Comments on this site and elsewhere have focused on who should take credit for what is quite a special result. I think we should be focusing on what went right and why this was such a success. People might be interested in some detail on this story. The large part of the credit for all of this should go to 2 groups. Firstly the Friends of Rose Hill station, who instigated the whole campaign. They alerted people and with the tremendous help from the Friends groups at Marple and Romiley, along with the GVRUA, got other people involved, gained the support of influential people and groups, wrote letters, planned campaigns, press and publicity and, crucially marshalled the facts to prove that Northern’s arguments were flawed. This group was also responsible for developing the 90 minutes service solution, with the full detail of a worked up timetable that was ultimately adopted by Northern. The idea came from the combined friends groups, no one else. During the campaign, some groups joined the bandwagon without ever notifying or involving the Friends, some influential individuals failed to deliver on meetings and others wrote to the Friends group to say they’d tried but progress was impossible. Despite this, the Friends never gave up and as a group of volunteers they should be treasured by our community.

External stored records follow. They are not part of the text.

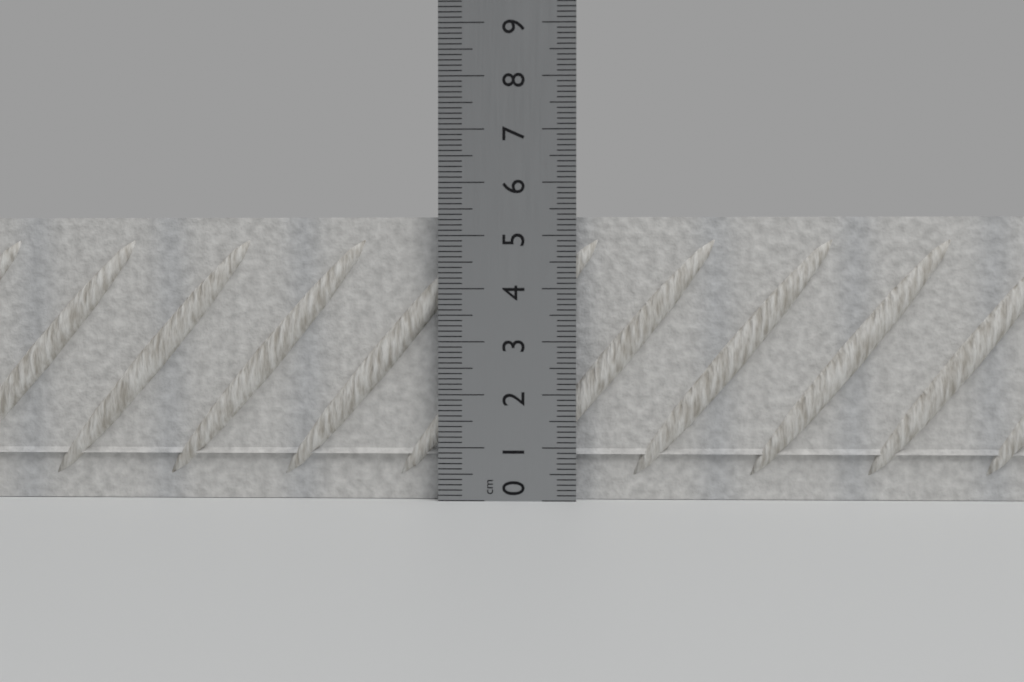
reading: 5.4 cm
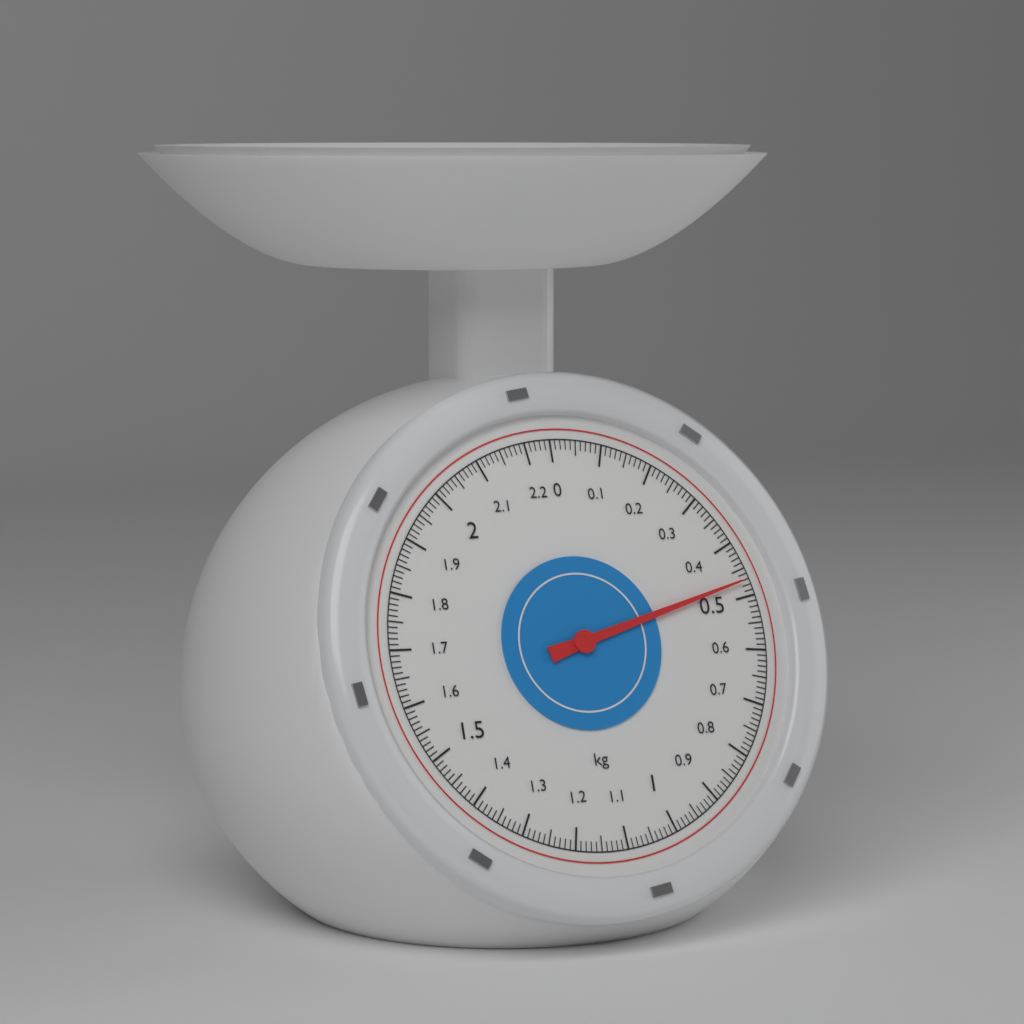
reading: 0.47 kg
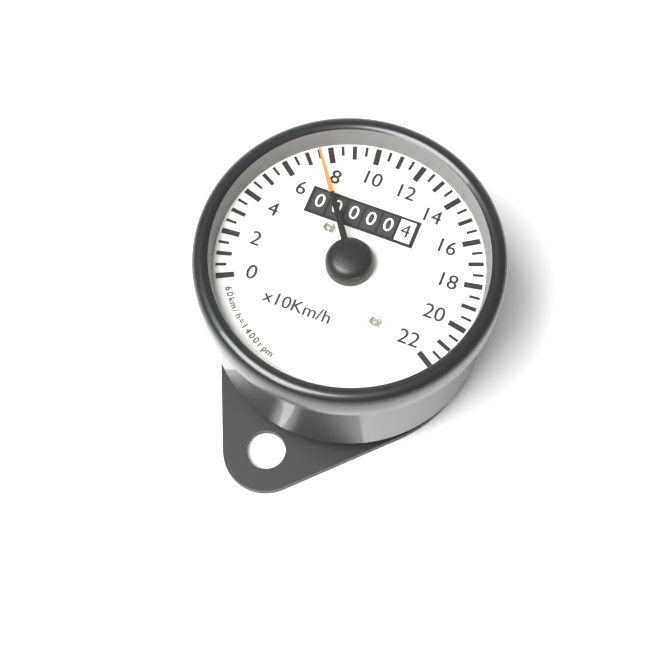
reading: 7.5 x10 km/h
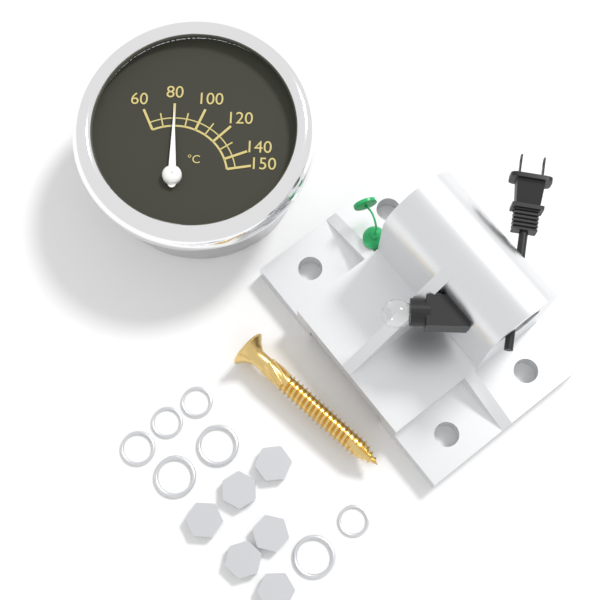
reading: 80 °C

No one has highlighted the background that allowed the Marple Area committee to call an extraordinary meeting. This used an arcane part of the council constitution which gave powers to call Northern to account and allowed the Friends groups and local councillors to question them in public - the only time this happened - and reveal their arguments flew in the face of facts and data. This undermined Northern’s approach and skilfully brought in TfGM as experts to discredit Northern for their failure to consider a range of reasonable alternatives. The basis of this meeting came from a part of the Constitution that has never been used before. I know how it was found and how it was developed, and that the council didn’t know how to structure the meeting initially and who advised them how to do it. This meeting ended with admittedly a rather bizarre solution but not without precedent. As a trained professional negotiator in my past I know that if you want to leverage an alternative plan you have to be prepared to carry it through and show that you’ve done the work to do so. At the time of Northern’s U-turn the meeting had used its powers to get council officers engaged with Northern, TfGM and the rail operators to talk about how a plan developed by a small group of amateurs was going to do what Northern couldn’t, despite all their expertise and resources.
In making the U-turn the government Rail Minister was factually incorrect in some of the things he said. He failed to research the correspondence received by his boss Grant Shapps the Transport Minister. This included a letter from 11 local Lib Dem councillors which received a full reply from Grant Shapps. The Rail minister is not the first who has presented incorrect information in justifying a U-turn. He missed other contacts by local councillors too, an error which was maybe more understandable if he didn't understand local structures, but made the depth of his untruths even worse. Those people who have chosen to circulate these false assertions, without checking, have proved the truth of the adage “a lie is halfway around the world before the truth has got its boots on“. This incident has also proved the adage a victory has 1000 parents whereas a defeat is an orphan.
The second group that deserves credit for this success is the people of Marple. Around an eighth of the total population of our town signed the Lib Dem petition but more importantly took the trouble to write to MPs, Ministers, the Manchester Mayor, TfGM and generally register their articulate, reasoned objections. Our community of residents should be proud to have proved that a passionate justified and well-organised campaign can overturn a Government decision. That should be celebrated.